Growing up in Parel, Mumbai in the ’80s has left deep impressions on me. It taught me to value freedom, of which I got plenty in a city that was big, yet safe, with excellent public transport. Life was simple and very middle class and the highlights were small, wonderful things like crates of alphonso mangoes in summer, mutton on Sunday, bi-annual picnics to places like Elephanta caves and the Goregaon national park; and Chowpatty visits full of the sounds of the sea intermingled with the smells emitted my a mass of people. This was the time of the mill strikes and I remember vaguely catching the mood in the chawls (via the relatives of Manda, who was my constant companion and caretaker back then), of livelihoods lost and futures in jeopardy; a sense of struggle, sweat and hope intertwined. The buoyancy of Mumbai has remained with me as my strongest memory of the city.

Lucknow, which plays the other major role in my formative years, is like a delicate, beautiful but slowly withering flower. I associate it with the gentleness of its people, the hot, sleepy afternoons spent curling up with a favorite book in cool nooks and crannies of our sprawling home on the SGPGI campus, innocent friendships, the discovery of love and longing, growing up, riksha rides with friends through the city’s winding alleys. If Mumbai taugt me about freedom, Lucknow taught me about bonds and being bound, by convention, by social expectations, by limits that I was expected to respect because I was a girl.

My fondest memories of Lucknow are numerous visits to its many memorable historic buildings, and the fact that old world charm was imbued in its every pore. Even Lucknow’s newer developments exude a languid, laid back air; people never look rushed. Whenever I feel like life is threatening to overtake me, I think of Lucknow and can feel my heartbeat slow down, my breathe come in easier.

Nostalgia is, to me, a great antidote when life goes through its unbearable moments. Mumbai and Lucknow, experienced at two distinct stages of my growing years, have created a checkerboard of contrasting and intermingling memories that have guided my opinions and tastes.
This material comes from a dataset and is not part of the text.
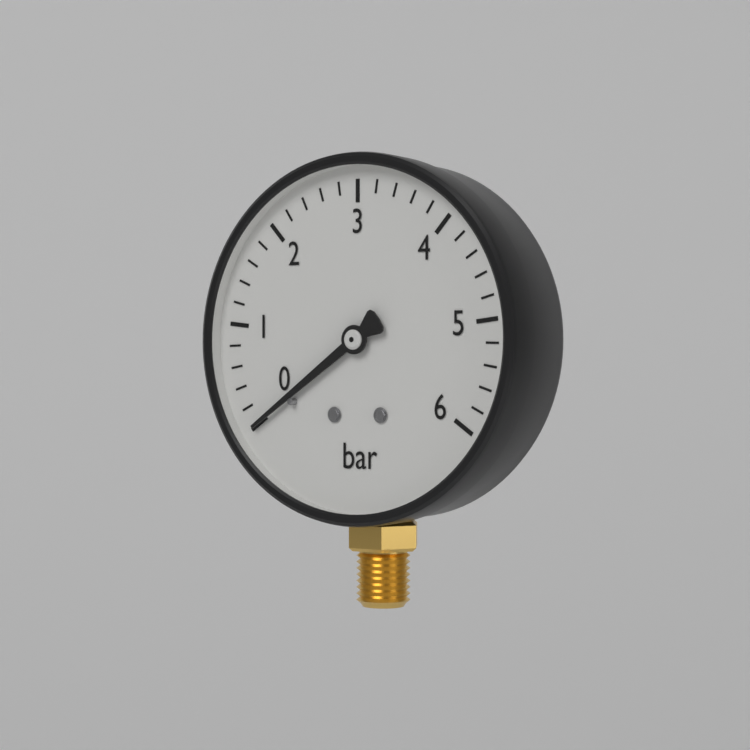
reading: 0.0 bar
Nostalgia about SGPGI Lucknow; Pics from a recent visit- Feb 09, 2012

I’m leaving for Lucknow tomorrow morning for a wedding and I’m already in nostalgia mode (that it is my parents’ anniversary, most of which I remember celebrating in Lucknow added to this trail of thought!). Planning the trip in my head, I remembered to look up the pictures of the last jaunt to the city in November 2011 for another wedding.

This trip was special as it was the first time I was staying on the SGPGI campus where I grew up after my mother retired a few years ago. Initially it felt strange not to drive direct to VA/1, the spacious bungalow that was home from June 1997 till August 2009. Someone else lives there now, but I didn’t have the heart to go there or even take pictures!

Udai remembers the campus well from our summer visits to stay with mum, but Aadyaa doesn’t. Yet, the open space, parks, well-maintained gardens with lovingly tended flower beds, vegetable patches and fruit trees, general greenery and friendliness of the people we still know won the kids over and we had a great time just soaking in the winter sun, talking about the old days and about common acquaintances.

Here are some clicks by Ma, me and the kids to give a glimpse of the campus that is  the largest hospital campus in Asia!

Two monkeys inside a tree!

Aadyaa took this picture; methinks she was trying to get inside the rose!

Yummy Gobhi; the pleasure of the kitchen garden

We took a walk by the lovely artificial lake that is built as a catchment. Sadly, someone has decided to erect this ugly tall fence all around!

Ma chats and I smile into the camera as Udai clicks! Soaking the sun 🙂

This is the kind of bungalow we lived in; Felt so much at home in aunty's house 🙂

Gyan (in dark glass, short for Gyanvati) was our maid's daughter and my best friend for most of the time we lived in Lucknow. We shared giggles, cooked together and chatted endlessly! Here she is with her three daughters, me with my two and a neighbor's kid as well!